Standards are a prerequisite for systematic continuous improvement; the means to achieve an improvement process, not the ends, according to Glib. Furthermore, he remarks that Deming’s perspective on continuous improvement establishes, in part, that the reason we should adopt standards is to normalize our project to other projects . Once we do that, we’ve opened the doors to be able to use industry best practices, derived from other projects who also applied the standards – so that we can “clearly see the effect of any changes experimentally introduced into a process and not have to worry too much about other potential factors that impact the results.”
Learning, learning, learning. It’s all about continuous improvement through continuous learning, and in presenting this, Gilb is essentially promoting the same philosophy as Alistair Cockburn’s Cooperative Game Manifesto for Software Development. Both see the learning process as the key to successful software development. (So why do we not focus on this aspect of development more?) Glib addresses the issue of learning directly:
“The time has come to recognize that projects are so large, so complex, so unpredictable, and so state-of-the-art new that we have no practical alternative except to maximize our learning process during the project and as early as possible in the project life. “
In this article, Gilb also presents “Evo” – short for “Evolutionary Project Management” – which has been used at IBM since 1970. It’s an implementation of Deming’s PDCA (Plan-Do-Check-Act) approach, and the author likens it to Humphrey’s Personal Software Process (PSP).
[1] This definition is credited to Eric Sessoms, who I consider a true artisan of software development. See some of his work at libraryh3lp.com. He likes the elegance of simplicity in his software.
Quality Metrics for Policy Evaluation?
The Center for Environmental Journalism (CEJ) recently posted an interview with Roger Pielke, Jr., an authority on (as CEJ calls it) “the nexus of science and technology in decision making”. The interview seeks to provide a perspective on how journalists can more accurately address climate change in the context of public policy over the next several years.

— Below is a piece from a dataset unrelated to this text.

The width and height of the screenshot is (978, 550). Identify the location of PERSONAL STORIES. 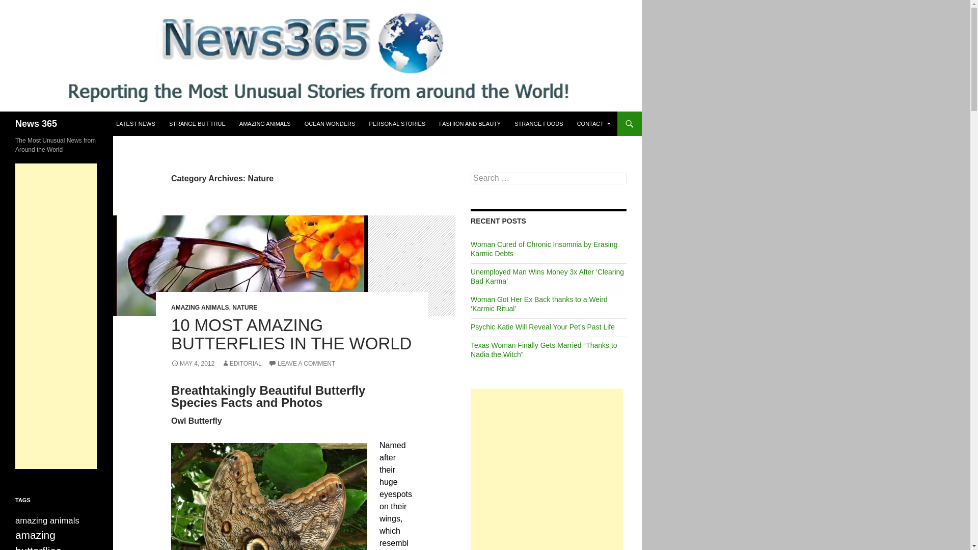
(397, 123).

I was really intrigued by this part:
Reporters could help clarify understandings by asking climate scientists: “What behavior of the climate system over the next 5-10 years would cause you to question the IPCC consensus?” This would give people some metrics against which to evaluate future behavior as it evolves.
Similarly, you could ask partisans in the political debate “What science would cause you to change your political position on the issue?” This would allow people to judge how much dependence partisans put on science and what science would change their views. I would be surprised if many people would give a concrete answer to this!!
For the first question, Pielke is recommending is that we take an approach conceptually resembling statistical process control to help us figure out how to evaluate the magnitude and potential impacts of climate change. (Could we actually apply such techniques? It would be an interesting research question. Makes me think of studies like Khoo & Ariffin (2006), for example, who propose one method based on Shewhart x-bar charts to detect process shifts with a higher level of sensitivity – only tuned for a particular policy problem.) For the second question, I’m reminded of “willingness to pay” or “willingness to recommend” or other related marketing metrics. I’m sure that one of these established approaches could be extended to the policy domain (if it hasn’t been done already).